Month/Year Volume Amount
Jan-07
15,331
$55,149,991.81
Feb-07
19,301
$69,731,683.72
Mar-07
26,505
$94,396,916.02
Apr-07
26,889
$96,650,134.82
May-07
24,429
$86,625,391.60
June-07
27,716
$99,357,038.71
July-07
21,807
$78,273,082.88
Aug-07
28,607
$101,523,346.40

New UNUM LTD Class Action

The Insurance Journal is reporting that a federal judge in Chattanooga, TN has certified a new class action lawsuit against UNUM, the nation's largest Long Term Disability (LTD) carrier over an alleged scheme to deny of terminate benefits for thousands of disabled people. This is not the first class action on UNUM's LTD practices.

Is SSA Independent?

From today's New York Times:
The Social Security Administration says a federal judge’s ruling last week suspending a crackdown on employers who hire illegal immigrants could cause a major disruption in its processing of millions of routine retirement and disability claims.

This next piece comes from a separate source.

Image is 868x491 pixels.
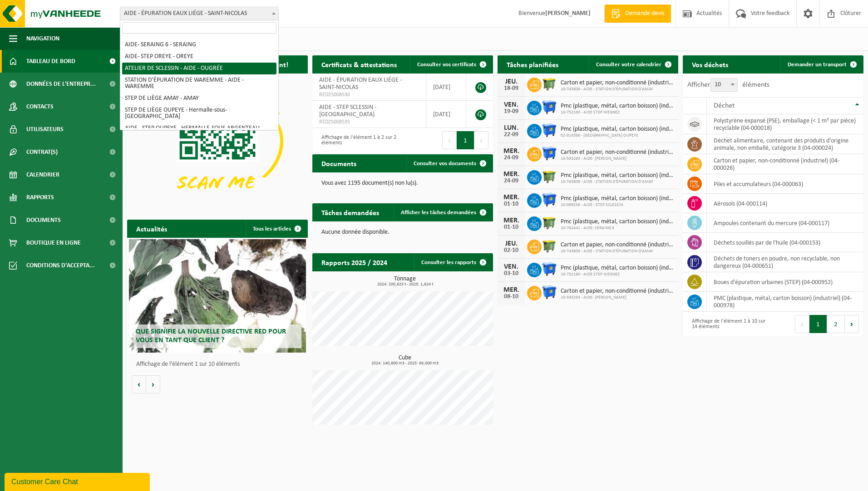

In papers filed late Wednesday in federal court in San Francisco, David A. Rust, an acting Social Security deputy commissioner, said a vast bureaucratic logjam would result unless the agency was allowed this month to mail about 141,000 already-prepared letters advising employers of discrepancies between workers’ Social Security information and agency records. Government lawyers said any delay in the mailing — or any requirement that the mailing be revised — would cause “significant harm” to the agency and “interfere with its ability to carry out its core functions.” ...

In a statement, Mr. Rust said the Social Security Administration had already delayed sending the letters to employers for several months this year as officials negotiated with immigration authorities over the new rules and the Senate debated an immigration bill, which failed in June.

Although Judge Chesney did not bar the agency from sending the letters if references to the new rules were removed, Mr. Rust said it would take 30 days to fix the mailing. He said any delay past mid-September would cause a backlog that would spread into the first half of 2008, when he said the agency was expecting a “significant increase” in its workload, though he did not say why. He said the agency was facing “severe budgetary constraints” and a staffing shortage. ...
This is utter balderdash. Delaying sending out the letters does no harm to the Social Security Administration. Sending them out is going to cause a huge workload increase. I am appalled to see this sort of misrepresentation to a federal court. This is not the sort of thing that we would want to see from an "independent" Social Security Administration. This is a sign of an agency acting as if it reported directly to the White House.

Technical Denials Soar -- Why?

The Social Security Administration has issued its 2006 Annual Statistical Report on the Social Security Disability Insurance Programs. Oddly, the report seems to contain almost no information on backlogs, even though statistics on adjudication backlogs may be of more interest to more people than anything included in the report.

Take a look at the outcomes chart. You can click on it to make it larger. It shows a recent dramatic increase in the number of technical denials. There were 104,344 technical denials in 1999 and 615,924 in 2004, according to an accompanying table. That would seem to call for a good explanation, but I cannot think of one other than that Social Security employees were using technical denials as a shortcut to getting their work done. Instead of helping a confused claimant, a Social Security employee would use that confusion as a pretext for denying the claim for failure to cooperate. Does anyone have a better explanation?

The chart also shows that initial awards and Appeals Council awards went down significantly after George W. Bush became President (and Jo Anne Barnhart became Commissioner of Social Security).